I offer this list because these matters pertain to young, medium, and old people alike, and because there is so much going on that a reading focused on sexuality or the adult-child relationship seems somewhat arbitrary. Balancing responsibility and desire, choosing objects to which we assign meaning, a longing to aestheticize our own mortality and make it somehow okay, feeling drawn to romantic things and people that aren’t sustainable in the long run without great sacrifice—these are the unresolved and unresolvable challenges of life in all stages. In the end, we just choose; the Darlings and the Lost Boys choose London and Peter chooses the Neverland. Even falling out of the pram as an infant is represented as a conscious and perfectly valid choice, not to be judged. All simply live (or die) with the consequences and the universe is essentially indifferent.

So how does this kind of absurd existentialism reach that soft underbelly and conjure up those lost secrets beyond the vault of the sky? Peter Pan validates our longing for transcendence amidst these unresolvable matters, and it renders the phenomenon of unresolvability its own source of wonder and transcendence instead of comedy and horror (a la Beckett). Peter’s absurd world offers a colorful, imaginative, aesthetic option, and even if we choose London in the end, traces and memories of the experience linger with us. The Neverland is also a resolution to—a reparation for?—the sense of loss of something precious and the longing to find it again, or at least to find some evidence that this lost pearl is “real” beyond the individual imagination, and therefore, though lost and forgotten, it will one day find us again. This kind of longing isn’t unique to adulthood and it need not idealize the child. I embrace Gubar’s “kinship model” of childhood in part because I remember vividly my own fascination with stories about long-lost, primitive truths when I was a child. What could be more compelling at any age than the idea that we glimpsed these as we came into being—and will therefore come to know them again someday?

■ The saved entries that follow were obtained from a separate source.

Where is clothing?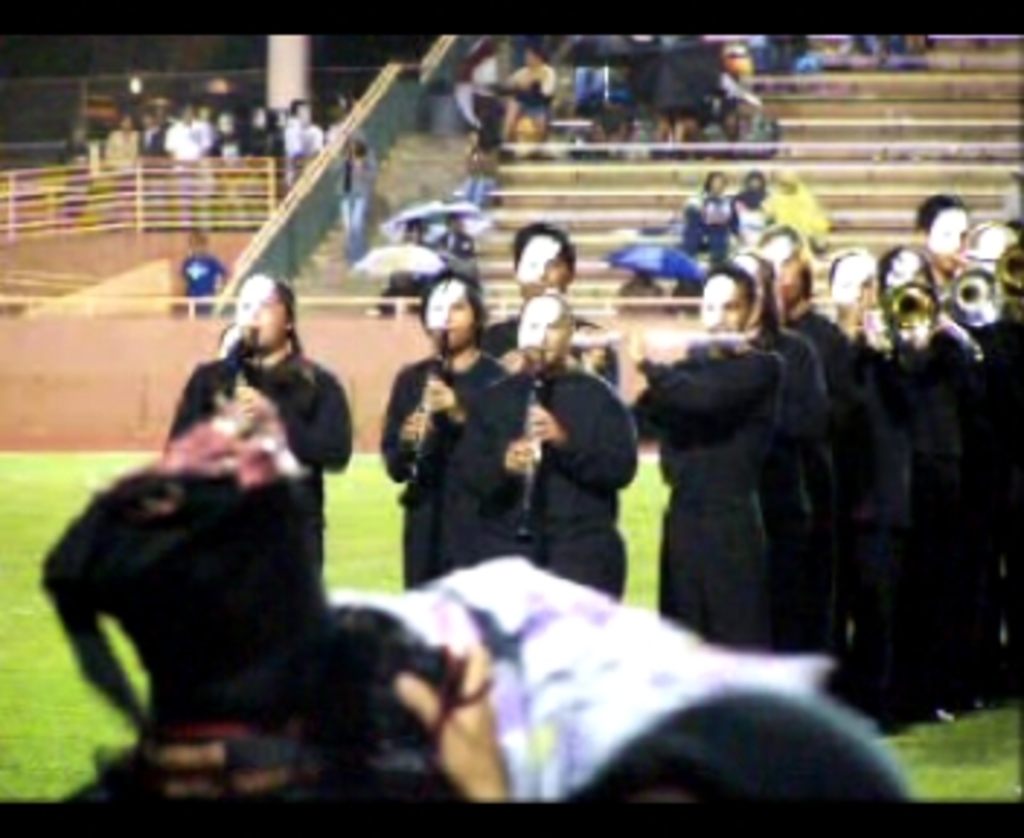
l=451, t=364, r=634, b=611.
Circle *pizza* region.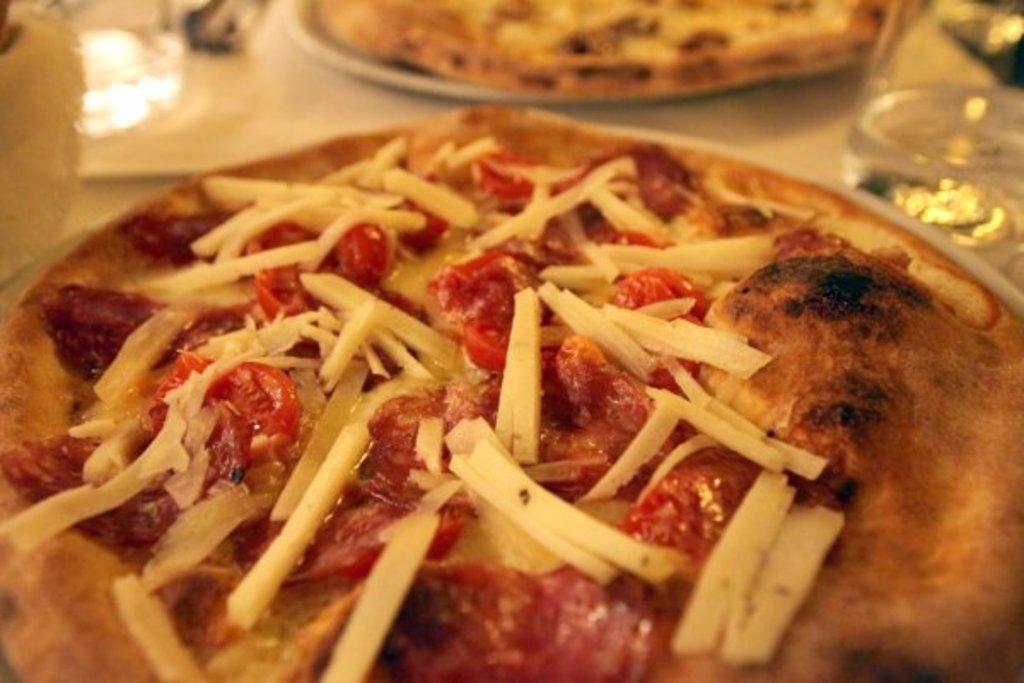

I think the Oedipal complex and many of Freud’s ideas are twaddle, but I’m mildly obsessed with Freud’s description of the “oceanic feeling” in “Civilization and Its Discontents,” so I have to bring it up. Though Freud says that he, himself, has never experienced this “oceanic feeling,” he describes it as “a feeling of an indissoluble bond, of being one with the external world as a whole,” and the sense that “we cannot fall out of this world.” He speculates that this oceanic feeling “may” [Freud’s emphasis] be a surviving trace of the infant that does not yet distinguish his ego from the external world. I am less interested in the origins of this oceanic feeling (early childhood for Freud and cultural myth for Jung, as Rose points out), as I am in Peter Pan’s ability to conjure it up. The novel’s acknowledgment of feelings of loss and longing for recovery/resurrection does something to conjure up that indissoluble bond beyond the self, unto itself; we can fall out of a pram or out of the sky, but we cannot fall out of the world. The infant who died of smallpox continues to be in the world as though Neverland is an afterlife without gods. Or, maybe Freud really was right, and the lost pearl is just the newborn infant’s inability to differentiate the ego from the outside world, and the Neverland is just that state of being.

Or… maybe I’ve just wandered off into Neverland with this post.